From a contemporary standpoint, trying to hide racism, class struggles, sex, misogyny, and even death from a child is obviously damaging. Contosta said this gut reaction, effortless as it may seem now, not so long ago wasn’t the norm. This is because the tide began to turn – despite the efforts of many to stop it – around the time Hazelton started college in the ‘60s.
“Things changed because of the counterculture of the 1960s,” he said. “Just all the way around, there was an insistence on being honest about what was going on. And it wasn’t just parents who were hiding things from their children – the government was lying about the war in Vietnam.

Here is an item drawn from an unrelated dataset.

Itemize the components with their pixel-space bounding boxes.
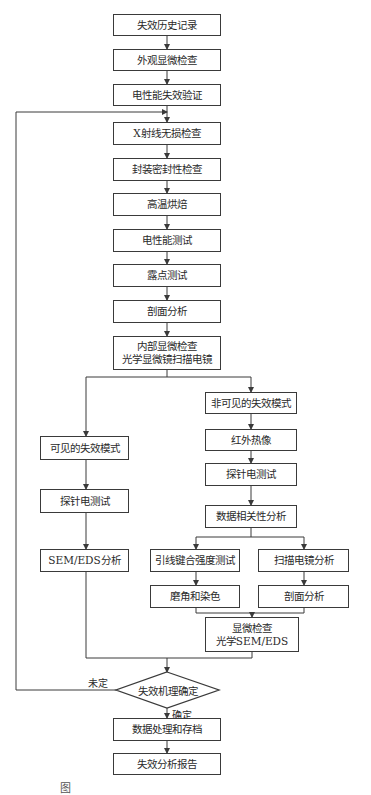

The counterculture really did open up a lot of topics that had been considered far too taboo to talk about.”
“Things changed because of the counterculture of the 1960s. Just all the way around, there was an insistence on being honest about what was going on. And it wasn’t just parents who were hiding things from their children – the government was lying about the war in Vietnam. The counterculture really did open up a lot of topics that had been considered far too taboo to talk about.” – David Contosta
While many things are radically different now than they were when Contosta was a child — some things are the same. One such thing is our human inclination to want to speed things up when we are young, and to drag our heels when we are old.
Perhaps one of the most poignant portions of “An American Childhood” comes at the tail end of chapter three, entitled “The Family Web.” As the authors finish up detailing their family’s specific annual customs for Christmas, they write “At the time, we took these family rituals for granted, and even grumbled about having to attend them as we grew older, supposing that they would go on forever.”
And isn’t that just the way it goes?
As Danish theologian Søren Kierkegaard once wrote “ Life can only be understood by looking backward; but it must be lived looking forward,” — or, as Joni Mitchell once sang “don’t it always seem to go, you don’t know what you got til it’s gone?”
For Contosta and Hazelton’s family, those Thanksgivings that at one time felt like they had been taking place at Hazelton’s mother’s home since before the beginning of time eventually did come to an end.
“We had Thanksgiving dinner there from 1952 to 2002 or 2003, for about 50 years,” Contosta said. “And for a number of years I returned to Lancaster from Philadelphia for them, and then for a number of years I took my own children to those dinners. And it went on so long that there was a sense that it would never end. And then Phil’s mother became somewhat infirm and had to go into a care home. And so that stopped. But for so long, there was a sense that these rituals were gonna go on and on and on forever. And then of course, I created my own rituals out here with my own children. I think that’s very important. And my children remember them. My son David particularly, wants to do things the same way as we always did, even though he’s in his early 30s now.”
David Contosta brings an author talk and book signing of “An American Childhood” to the First United Methodist Church (163 E. Wheeling St.) starting at 1:30 p.m. The event is sponsored by the Decorative Arts Center of Ohio. Admission is $15/$10 Decorative Arts Center of Ohio members prepaid registration, $20 at the door. Prepaid registration information at this link.